What is expected:
Without the pictures, print the lines from the one holding "At what (x,y)" through the last line below, both included, exactly as they stand.

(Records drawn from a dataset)

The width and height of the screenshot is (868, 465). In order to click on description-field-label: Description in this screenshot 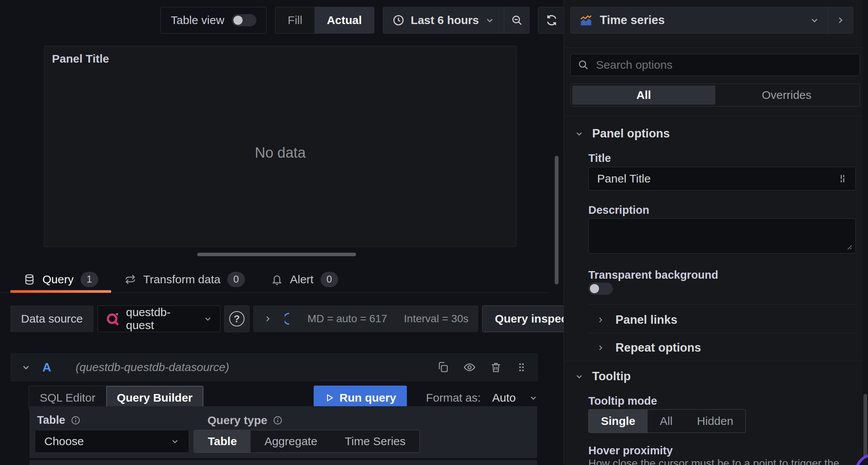, I will do `click(619, 210)`.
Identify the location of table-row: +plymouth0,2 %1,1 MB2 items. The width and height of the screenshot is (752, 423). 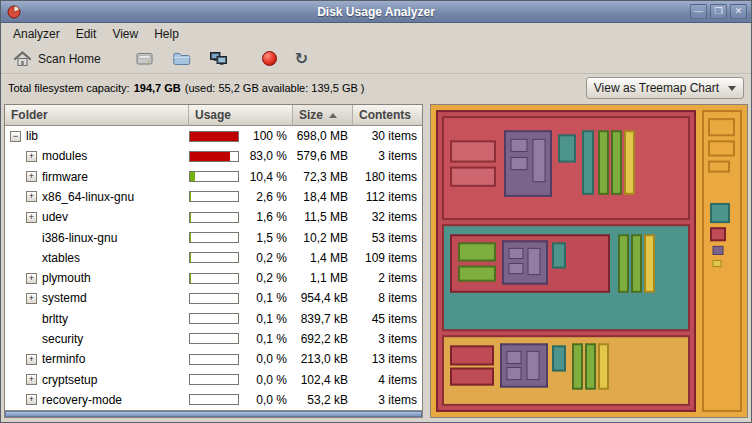
(214, 278).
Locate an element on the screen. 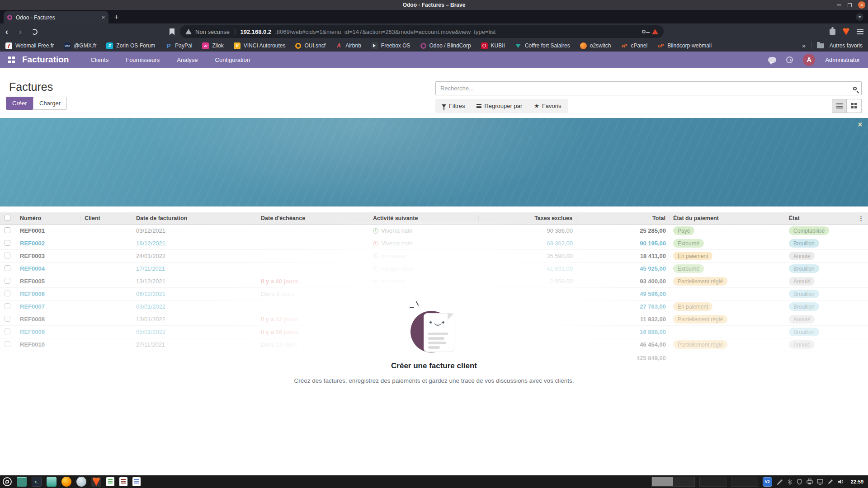 This screenshot has width=868, height=488. header-invoice-date: Date de facturation is located at coordinates (195, 218).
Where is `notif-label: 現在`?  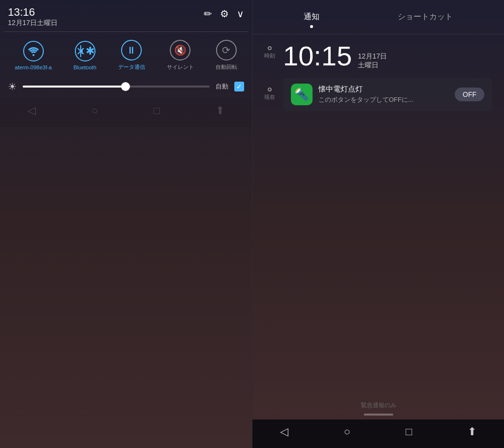
notif-label: 現在 is located at coordinates (270, 97).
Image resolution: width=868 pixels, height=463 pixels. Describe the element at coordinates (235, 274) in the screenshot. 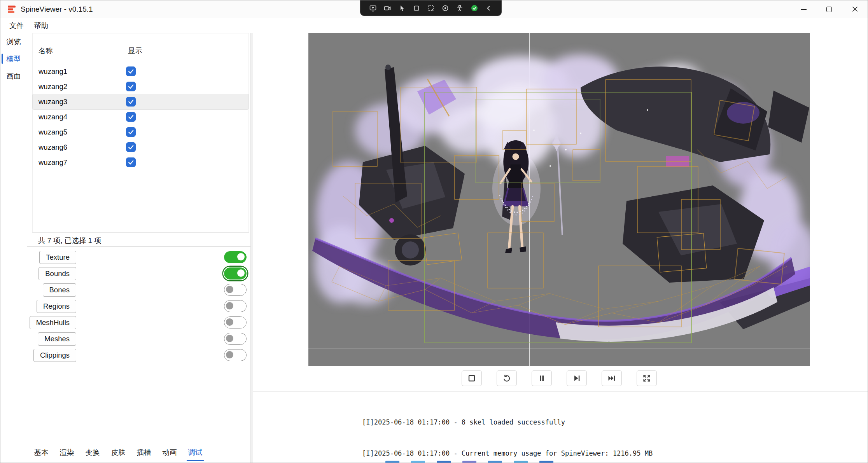

I see `toggle-switch-bounds` at that location.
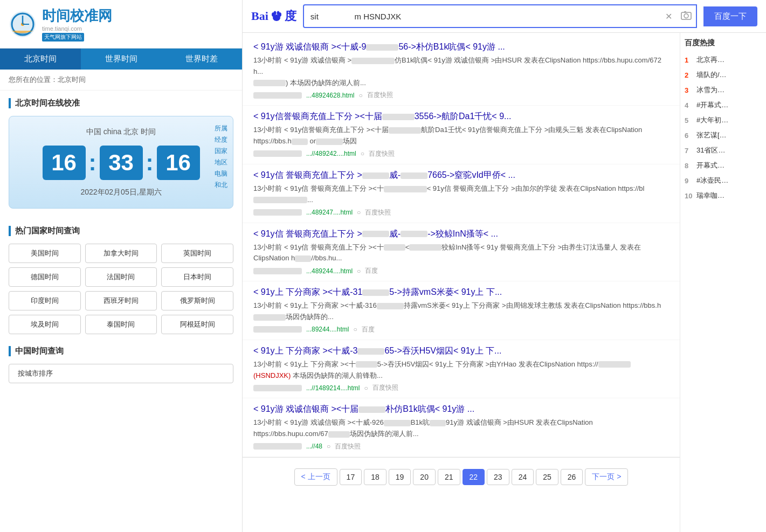  I want to click on camera-icon, so click(686, 15).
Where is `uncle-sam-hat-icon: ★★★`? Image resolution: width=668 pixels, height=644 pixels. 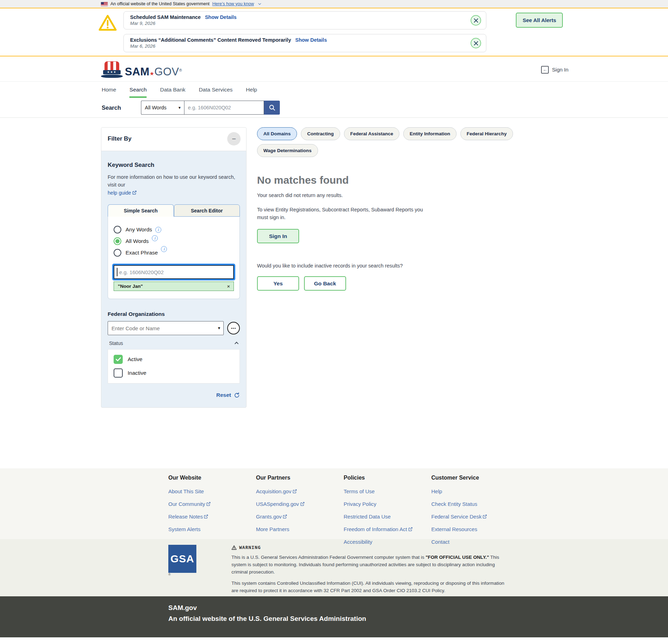 uncle-sam-hat-icon: ★★★ is located at coordinates (112, 69).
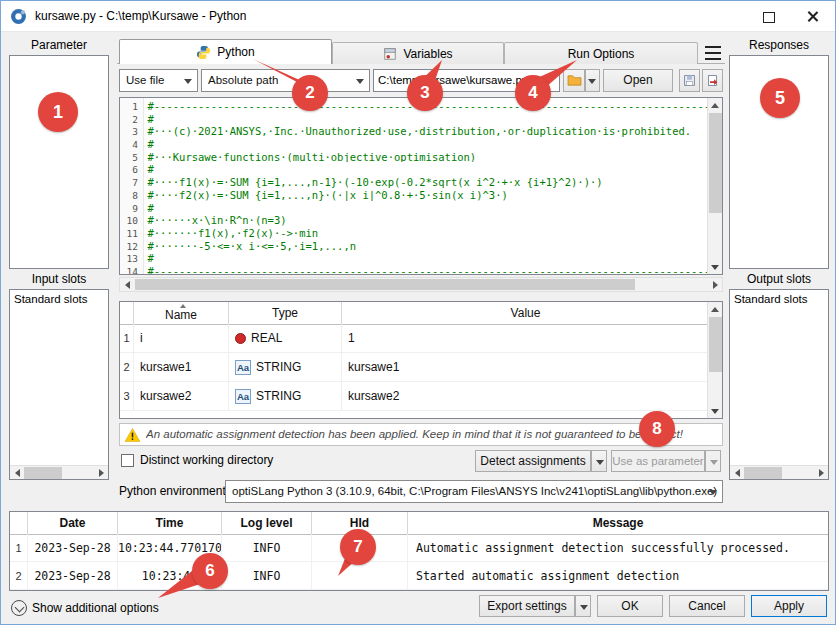  I want to click on table-row: 1 i REAL 1, so click(414, 338).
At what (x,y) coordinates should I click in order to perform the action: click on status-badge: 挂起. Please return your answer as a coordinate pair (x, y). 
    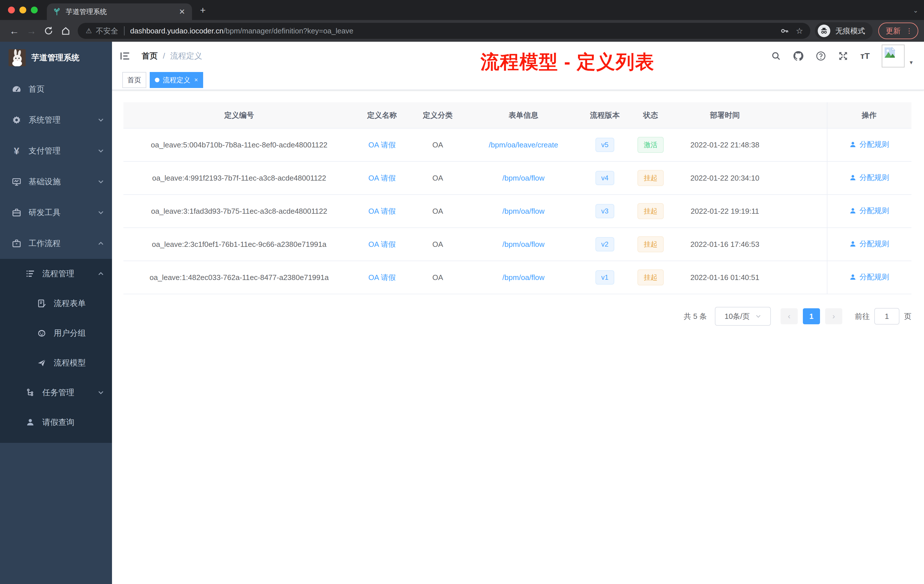
    Looking at the image, I should click on (651, 211).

Your solution:
At what (x,y) coordinates should I click in order to perform the action: click on status-badge: 挂起. Please return your answer as a coordinate pair (x, y). 
    Looking at the image, I should click on (651, 211).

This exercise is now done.